Saturday, November 21, 2009

Screen Queens: Hollywood Does AIDS

Hi everyone, MattCanada here with another weekly dose of gay cinema. This week we're looking at Philadelphia, the Oscar winning courtroom drama, essentially the defining Hollywood response to the AIDS epidemic.


I first saw this film as a kid. I must have been about seven when I watched it with my parents and it was definitely my, and probably many other people's, introduction to AIDS. For me it continues to shape how I think about the virus, the stigma, and the epidemic. Longtime Companion opened a few years earlier but this was the first mainstream prestige film to deal with AIDS and homophobia. Having two big stars in Tom Hanks and Denzel Washington must have seemed like a big step for Hollywood. All of this is well and good, but rewatching the film for the first time in over a decade, I had serious problems with its filmic construction and especially its politics. While it remains important for being 'the mainstream gay AIDS movie', the film has definitely not aged well.

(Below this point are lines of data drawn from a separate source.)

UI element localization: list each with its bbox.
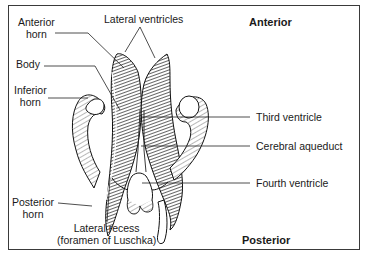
label-lateral-recess: Lateral recess (foramen of Luschka) [57, 222, 156, 246]
orientation-posterior: Posterior [242, 234, 290, 246]
label-cerebral-aqueduct: Cerebral aqueduct [256, 140, 342, 152]
label-third-ventricle: Third ventricle [256, 111, 322, 123]
label-inferior-horn-line1: Inferior [14, 84, 47, 96]
label-body: Body [16, 58, 40, 70]
orientation-anterior: Anterior [249, 16, 292, 28]
label-posterior-horn-line2: horn [12, 208, 54, 220]
label-lateral-recess-line2: (foramen of Luschka) [57, 234, 156, 246]
label-fourth-ventricle: Fourth ventricle [256, 177, 328, 189]
label-inferior-horn-line2: horn [14, 96, 47, 108]
label-anterior-horn-line2: horn [18, 28, 55, 40]
left-inferior-horn-shape [72, 95, 104, 188]
label-anterior-horn: Anterior horn [18, 16, 55, 40]
label-posterior-horn: Posterior horn [12, 196, 54, 220]
label-anterior-horn-line1: Anterior [18, 16, 55, 28]
ventricular-system-illustration [0, 0, 370, 257]
label-posterior-horn-line1: Posterior [12, 196, 54, 208]
label-lateral-recess-line1: Lateral recess [57, 222, 156, 234]
right-posterior-horn-shape [157, 200, 167, 244]
label-lateral-ventricles: Lateral ventricles [104, 13, 183, 25]
label-inferior-horn: Inferior horn [14, 84, 47, 108]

The Major problem is with the Denzel Washington character, Joe Miller. Joe acts as a guide for the straight audience into the scary world of gay-ness. His arc from homophobic to mildly understanding is shown as a victory, and it is Joe, not Hanks's Andrew, who goes through a pivotal transformation. He is the true hero of the film: not only does he save the gay victim, he grows as a person, thus giving the audience someone to root for. But this leaves Tom Hanks' gay character at a mediated distance where he can be sympathised with (or pitied depending how you see it). This film was made at a different time in both Straight society's relationship to homosexuality and the mainstream gay community's stance towards the oppressions and exclusions of straight hegemony. Today, the politics seem conservative and even condescending, positioning gay men as victims needing to be rescued and protected by the good straights from the bad straights. Contemporaneous films from New Queer Cinema, especially Derek Jarman's Blue, Gregg Araki's The Living End and John Greyson's Patient Zero, are much more relevant now for an understanding of the AIDS epidemic, and the anger and response of the gay community. Philadelphia is a film from another time in mainstream culture and it's unable to transcend its dated approach and politics.

The other problems are minor in comparison. Tom Hanks doesn't give a particularly remarkable performance (in my opinion it was the weakest of that year's Best Actor nominees). It may have been a brave choice of role and a good performance, but it's not on par with other AIDS performances (Steve Buscemi in Parting Glances, the cast of Angels in America, Penélope Cruz and Toni Canto in All About My Mother).


Jonathan Demme's directing also overreaches at points, especially the Opera set piece and the courtroom scenes with canted camera angles. Demme is at his best when he keeps his stylistic flourishes to a minimum. The strength of his classics, namely The Silence of the Lambs and Married to the Mob, is the seeming simplicity of his directing, which allows for pitch perfect performances, flawless narrative progression, and a complex and inventive intermingling and subversion of genre. Philadelphia is too fussy, especially in the moments when we are most required to empathize with the characters.

There are incredible parts of Philadelphia though. The performances of Mary Steenburgen, Antonio Banderas, and Joanne Woodward are all fantastic. Mary in particular, I think, deserved a Supporting nod for transforming a one dimensional role into something memorable.

There are also two sequences in the film which are incredibly moving and show Demme at his musical best: the opening credits sequence with Bruce Springsteen's "The Streets of Philadelphia" and the closing home video section with Neil Young's "Philadelphia" overlayed. Both sequences are so simple, yet the combination of music and expressive imagery are perfect distillations of the humanity of people with HIV and AIDS. For those two sequences alone I think the film deserves to be watched and remembered.


Bruce Springsteen takes those Streets of Philadelphia to an Oscar win

I would love to hear your thoughts on Philadelphia. I'm interested to know if people remember what the discussions surrounding the film were like on its original release? Was Tom Hanks' win one of those inevitable Helen Mirren/The Queen steamrollers or more of a surprise?